Exercise directions >> Set down the records again, keeping each line exactly as it is.

Raw data >>
------------------------------------------------------------

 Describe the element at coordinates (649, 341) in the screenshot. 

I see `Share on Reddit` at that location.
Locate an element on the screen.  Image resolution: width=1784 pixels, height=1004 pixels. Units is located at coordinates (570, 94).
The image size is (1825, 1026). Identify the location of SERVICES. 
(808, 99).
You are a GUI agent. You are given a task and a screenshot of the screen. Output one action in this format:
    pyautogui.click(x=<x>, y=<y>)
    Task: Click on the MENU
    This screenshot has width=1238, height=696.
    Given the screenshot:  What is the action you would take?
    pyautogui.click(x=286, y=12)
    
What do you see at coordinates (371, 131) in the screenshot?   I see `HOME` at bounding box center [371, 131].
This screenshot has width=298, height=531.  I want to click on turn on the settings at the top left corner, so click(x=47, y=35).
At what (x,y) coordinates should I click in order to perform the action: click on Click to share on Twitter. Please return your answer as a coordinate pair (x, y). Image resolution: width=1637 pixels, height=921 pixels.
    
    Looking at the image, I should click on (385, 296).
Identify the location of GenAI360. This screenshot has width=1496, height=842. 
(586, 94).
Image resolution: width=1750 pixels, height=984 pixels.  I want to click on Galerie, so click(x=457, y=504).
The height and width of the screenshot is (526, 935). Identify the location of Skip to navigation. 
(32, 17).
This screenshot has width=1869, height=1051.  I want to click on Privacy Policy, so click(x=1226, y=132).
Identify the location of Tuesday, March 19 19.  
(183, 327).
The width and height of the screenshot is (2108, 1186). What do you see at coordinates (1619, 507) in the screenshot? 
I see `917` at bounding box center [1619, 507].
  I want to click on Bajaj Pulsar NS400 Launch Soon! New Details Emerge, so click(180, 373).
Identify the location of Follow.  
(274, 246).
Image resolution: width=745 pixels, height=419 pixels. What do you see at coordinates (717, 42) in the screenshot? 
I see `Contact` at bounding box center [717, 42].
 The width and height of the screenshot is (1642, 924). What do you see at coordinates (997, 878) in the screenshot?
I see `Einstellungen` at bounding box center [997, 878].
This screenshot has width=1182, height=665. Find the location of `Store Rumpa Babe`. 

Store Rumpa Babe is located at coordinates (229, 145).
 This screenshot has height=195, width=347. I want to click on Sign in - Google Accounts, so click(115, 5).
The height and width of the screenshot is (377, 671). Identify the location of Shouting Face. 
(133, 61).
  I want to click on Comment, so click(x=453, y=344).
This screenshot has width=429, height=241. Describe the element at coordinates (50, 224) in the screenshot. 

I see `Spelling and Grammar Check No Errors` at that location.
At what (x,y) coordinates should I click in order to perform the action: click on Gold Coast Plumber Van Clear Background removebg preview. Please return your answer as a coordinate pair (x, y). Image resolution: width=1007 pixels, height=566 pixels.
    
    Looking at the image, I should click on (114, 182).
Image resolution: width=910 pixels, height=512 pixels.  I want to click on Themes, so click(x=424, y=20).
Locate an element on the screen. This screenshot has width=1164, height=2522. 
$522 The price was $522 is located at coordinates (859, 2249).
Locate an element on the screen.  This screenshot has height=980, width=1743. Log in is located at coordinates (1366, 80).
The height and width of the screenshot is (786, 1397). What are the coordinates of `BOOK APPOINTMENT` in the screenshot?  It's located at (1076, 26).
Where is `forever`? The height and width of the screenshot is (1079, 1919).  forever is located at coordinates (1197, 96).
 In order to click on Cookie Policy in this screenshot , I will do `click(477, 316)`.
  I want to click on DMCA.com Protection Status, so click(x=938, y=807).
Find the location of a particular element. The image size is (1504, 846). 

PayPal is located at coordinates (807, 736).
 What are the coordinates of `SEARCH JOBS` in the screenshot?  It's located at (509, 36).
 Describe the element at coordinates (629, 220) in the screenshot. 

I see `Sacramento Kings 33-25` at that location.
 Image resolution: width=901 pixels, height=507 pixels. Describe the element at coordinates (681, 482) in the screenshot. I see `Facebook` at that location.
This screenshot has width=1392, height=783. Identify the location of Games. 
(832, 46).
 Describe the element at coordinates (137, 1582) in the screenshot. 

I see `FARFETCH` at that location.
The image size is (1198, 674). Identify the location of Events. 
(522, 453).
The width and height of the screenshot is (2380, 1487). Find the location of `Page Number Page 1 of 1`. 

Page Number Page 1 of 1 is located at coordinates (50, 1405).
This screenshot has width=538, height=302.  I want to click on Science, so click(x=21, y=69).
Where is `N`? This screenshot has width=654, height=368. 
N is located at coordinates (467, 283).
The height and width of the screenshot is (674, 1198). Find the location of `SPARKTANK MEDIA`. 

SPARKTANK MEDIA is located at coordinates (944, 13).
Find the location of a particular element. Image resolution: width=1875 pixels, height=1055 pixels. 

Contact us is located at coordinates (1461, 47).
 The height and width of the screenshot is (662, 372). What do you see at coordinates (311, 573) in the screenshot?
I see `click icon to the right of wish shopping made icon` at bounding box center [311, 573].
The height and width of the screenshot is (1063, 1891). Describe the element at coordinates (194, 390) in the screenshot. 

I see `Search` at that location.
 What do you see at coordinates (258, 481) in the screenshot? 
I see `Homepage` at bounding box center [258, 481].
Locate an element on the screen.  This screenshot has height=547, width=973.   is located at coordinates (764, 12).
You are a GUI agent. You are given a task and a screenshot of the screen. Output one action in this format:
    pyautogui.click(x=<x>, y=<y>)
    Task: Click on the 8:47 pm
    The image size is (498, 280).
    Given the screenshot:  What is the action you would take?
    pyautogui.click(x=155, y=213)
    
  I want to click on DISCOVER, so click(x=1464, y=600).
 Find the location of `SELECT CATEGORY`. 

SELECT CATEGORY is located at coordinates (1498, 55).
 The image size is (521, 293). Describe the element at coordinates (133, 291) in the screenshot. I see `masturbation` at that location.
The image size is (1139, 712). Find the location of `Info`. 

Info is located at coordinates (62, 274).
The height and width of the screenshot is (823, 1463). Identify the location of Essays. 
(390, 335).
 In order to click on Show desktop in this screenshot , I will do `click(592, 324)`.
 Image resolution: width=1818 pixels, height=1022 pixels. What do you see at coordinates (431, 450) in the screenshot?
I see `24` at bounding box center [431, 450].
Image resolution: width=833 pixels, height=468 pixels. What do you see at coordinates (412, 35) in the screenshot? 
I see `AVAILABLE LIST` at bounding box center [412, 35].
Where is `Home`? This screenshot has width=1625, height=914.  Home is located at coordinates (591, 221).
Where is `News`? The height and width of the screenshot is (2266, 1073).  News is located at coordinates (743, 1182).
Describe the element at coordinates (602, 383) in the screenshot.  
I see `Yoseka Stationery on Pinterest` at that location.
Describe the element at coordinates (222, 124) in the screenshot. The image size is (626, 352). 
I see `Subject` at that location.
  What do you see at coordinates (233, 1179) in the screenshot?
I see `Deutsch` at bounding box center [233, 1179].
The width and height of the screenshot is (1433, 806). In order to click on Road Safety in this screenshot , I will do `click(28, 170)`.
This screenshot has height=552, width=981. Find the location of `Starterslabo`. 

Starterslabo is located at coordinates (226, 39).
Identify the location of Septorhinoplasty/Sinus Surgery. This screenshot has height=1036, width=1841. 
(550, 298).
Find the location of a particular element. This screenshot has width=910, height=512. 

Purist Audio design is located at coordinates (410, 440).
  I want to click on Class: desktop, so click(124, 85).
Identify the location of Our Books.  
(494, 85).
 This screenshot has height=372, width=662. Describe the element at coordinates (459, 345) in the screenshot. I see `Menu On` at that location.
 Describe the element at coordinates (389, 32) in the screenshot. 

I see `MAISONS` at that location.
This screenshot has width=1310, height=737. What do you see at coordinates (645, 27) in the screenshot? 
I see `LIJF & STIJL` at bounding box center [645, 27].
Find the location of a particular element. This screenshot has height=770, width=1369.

------------------------------------------------------------

Response to this exercise >>
 Describe the element at coordinates (649, 341) in the screenshot. 

I see `Share on Reddit` at that location.
Locate an element on the screen.  Image resolution: width=1784 pixels, height=1004 pixels. Units is located at coordinates (570, 94).
The image size is (1825, 1026). Identify the location of SERVICES. 
(808, 99).
You are a GUI agent. You are given a task and a screenshot of the screen. Output one action in this format:
    pyautogui.click(x=<x>, y=<y>)
    Task: Click on the MENU
    This screenshot has width=1238, height=696.
    Given the screenshot:  What is the action you would take?
    pyautogui.click(x=286, y=12)
    
What do you see at coordinates (371, 131) in the screenshot?   I see `HOME` at bounding box center [371, 131].
This screenshot has width=298, height=531.  I want to click on turn on the settings at the top left corner, so click(x=47, y=35).
At what (x,y) coordinates should I click in order to perform the action: click on Click to share on Twitter. Please return your answer as a coordinate pair (x, y). Image resolution: width=1637 pixels, height=921 pixels.
    
    Looking at the image, I should click on (385, 296).
Identify the location of GenAI360. This screenshot has width=1496, height=842. 
(586, 94).
Image resolution: width=1750 pixels, height=984 pixels.  I want to click on Galerie, so click(x=457, y=504).
The height and width of the screenshot is (526, 935). Identify the location of Skip to navigation. 
(32, 17).
This screenshot has width=1869, height=1051.  I want to click on Privacy Policy, so click(x=1226, y=132).
Identify the location of Tuesday, March 19 19.  
(183, 327).
The width and height of the screenshot is (2108, 1186). What do you see at coordinates (1619, 507) in the screenshot? 
I see `917` at bounding box center [1619, 507].
  I want to click on Bajaj Pulsar NS400 Launch Soon! New Details Emerge, so click(180, 373).
Identify the location of Follow.  
(274, 246).
Image resolution: width=745 pixels, height=419 pixels. What do you see at coordinates (717, 42) in the screenshot? 
I see `Contact` at bounding box center [717, 42].
 The width and height of the screenshot is (1642, 924). What do you see at coordinates (997, 878) in the screenshot?
I see `Einstellungen` at bounding box center [997, 878].
This screenshot has width=1182, height=665. Find the location of `Store Rumpa Babe`. 

Store Rumpa Babe is located at coordinates (229, 145).
 This screenshot has height=195, width=347. I want to click on Sign in - Google Accounts, so click(115, 5).
The height and width of the screenshot is (377, 671). Identify the location of Shouting Face. 
(133, 61).
  I want to click on Comment, so click(x=453, y=344).
This screenshot has width=429, height=241. Describe the element at coordinates (50, 224) in the screenshot. 

I see `Spelling and Grammar Check No Errors` at that location.
At what (x,y) coordinates should I click in order to perform the action: click on Gold Coast Plumber Van Clear Background removebg preview. Please return your answer as a coordinate pair (x, y). Image resolution: width=1007 pixels, height=566 pixels.
    
    Looking at the image, I should click on (114, 182).
Image resolution: width=910 pixels, height=512 pixels.  I want to click on Themes, so click(x=424, y=20).
Locate an element on the screen. This screenshot has width=1164, height=2522. 
$522 The price was $522 is located at coordinates (859, 2249).
Locate an element on the screen.  This screenshot has height=980, width=1743. Log in is located at coordinates (1366, 80).
The height and width of the screenshot is (786, 1397). What are the coordinates of `BOOK APPOINTMENT` in the screenshot?  It's located at (1076, 26).
Where is `forever`? The height and width of the screenshot is (1079, 1919).  forever is located at coordinates (1197, 96).
 In order to click on Cookie Policy in this screenshot , I will do `click(477, 316)`.
  I want to click on DMCA.com Protection Status, so click(x=938, y=807).
Find the location of a particular element. The image size is (1504, 846). 

PayPal is located at coordinates (807, 736).
 What are the coordinates of `SEARCH JOBS` in the screenshot?  It's located at (509, 36).
 Describe the element at coordinates (629, 220) in the screenshot. 

I see `Sacramento Kings 33-25` at that location.
 Image resolution: width=901 pixels, height=507 pixels. Describe the element at coordinates (681, 482) in the screenshot. I see `Facebook` at that location.
This screenshot has width=1392, height=783. Identify the location of Games. 
(832, 46).
 Describe the element at coordinates (137, 1582) in the screenshot. 

I see `FARFETCH` at that location.
The image size is (1198, 674). Identify the location of Events. 
(522, 453).
The width and height of the screenshot is (2380, 1487). Find the location of `Page Number Page 1 of 1`. 

Page Number Page 1 of 1 is located at coordinates (50, 1405).
This screenshot has width=538, height=302.  I want to click on Science, so click(x=21, y=69).
Where is `N`? This screenshot has width=654, height=368. 
N is located at coordinates (467, 283).
The height and width of the screenshot is (674, 1198). Find the location of `SPARKTANK MEDIA`. 

SPARKTANK MEDIA is located at coordinates (944, 13).
Find the location of a particular element. Image resolution: width=1875 pixels, height=1055 pixels. 

Contact us is located at coordinates (1461, 47).
 The height and width of the screenshot is (662, 372). What do you see at coordinates (311, 573) in the screenshot?
I see `click icon to the right of wish shopping made icon` at bounding box center [311, 573].
The height and width of the screenshot is (1063, 1891). Describe the element at coordinates (194, 390) in the screenshot. 

I see `Search` at that location.
 What do you see at coordinates (258, 481) in the screenshot? 
I see `Homepage` at bounding box center [258, 481].
Locate an element on the screen.  This screenshot has height=547, width=973.   is located at coordinates (764, 12).
You are a GUI agent. You are given a task and a screenshot of the screen. Output one action in this format:
    pyautogui.click(x=<x>, y=<y>)
    Task: Click on the 8:47 pm
    The image size is (498, 280).
    Given the screenshot:  What is the action you would take?
    pyautogui.click(x=155, y=213)
    
  I want to click on DISCOVER, so click(x=1464, y=600).
 Find the location of `SELECT CATEGORY`. 

SELECT CATEGORY is located at coordinates (1498, 55).
 The image size is (521, 293). Describe the element at coordinates (133, 291) in the screenshot. I see `masturbation` at that location.
The image size is (1139, 712). Find the location of `Info`. 

Info is located at coordinates (62, 274).
The height and width of the screenshot is (823, 1463). Identify the location of Essays. 
(390, 335).
 In order to click on Show desktop in this screenshot , I will do `click(592, 324)`.
 Image resolution: width=1818 pixels, height=1022 pixels. What do you see at coordinates (431, 450) in the screenshot?
I see `24` at bounding box center [431, 450].
Image resolution: width=833 pixels, height=468 pixels. What do you see at coordinates (412, 35) in the screenshot? 
I see `AVAILABLE LIST` at bounding box center [412, 35].
Where is `Home`? This screenshot has width=1625, height=914.  Home is located at coordinates (591, 221).
Where is `News`? The height and width of the screenshot is (2266, 1073).  News is located at coordinates (743, 1182).
Describe the element at coordinates (602, 383) in the screenshot.  
I see `Yoseka Stationery on Pinterest` at that location.
Describe the element at coordinates (222, 124) in the screenshot. The image size is (626, 352). 
I see `Subject` at that location.
  What do you see at coordinates (233, 1179) in the screenshot?
I see `Deutsch` at bounding box center [233, 1179].
The width and height of the screenshot is (1433, 806). In order to click on Road Safety in this screenshot , I will do `click(28, 170)`.
This screenshot has height=552, width=981. Find the location of `Starterslabo`. 

Starterslabo is located at coordinates (226, 39).
Identify the location of Septorhinoplasty/Sinus Surgery. This screenshot has height=1036, width=1841. 
(550, 298).
Find the location of a particular element. This screenshot has width=910, height=512. 

Purist Audio design is located at coordinates (410, 440).
  I want to click on Class: desktop, so click(124, 85).
Identify the location of Our Books.  
(494, 85).
 This screenshot has height=372, width=662. Describe the element at coordinates (459, 345) in the screenshot. I see `Menu On` at that location.
 Describe the element at coordinates (389, 32) in the screenshot. 

I see `MAISONS` at that location.
This screenshot has width=1310, height=737. What do you see at coordinates (645, 27) in the screenshot? 
I see `LIJF & STIJL` at bounding box center [645, 27].
Find the location of a particular element. This screenshot has height=770, width=1369.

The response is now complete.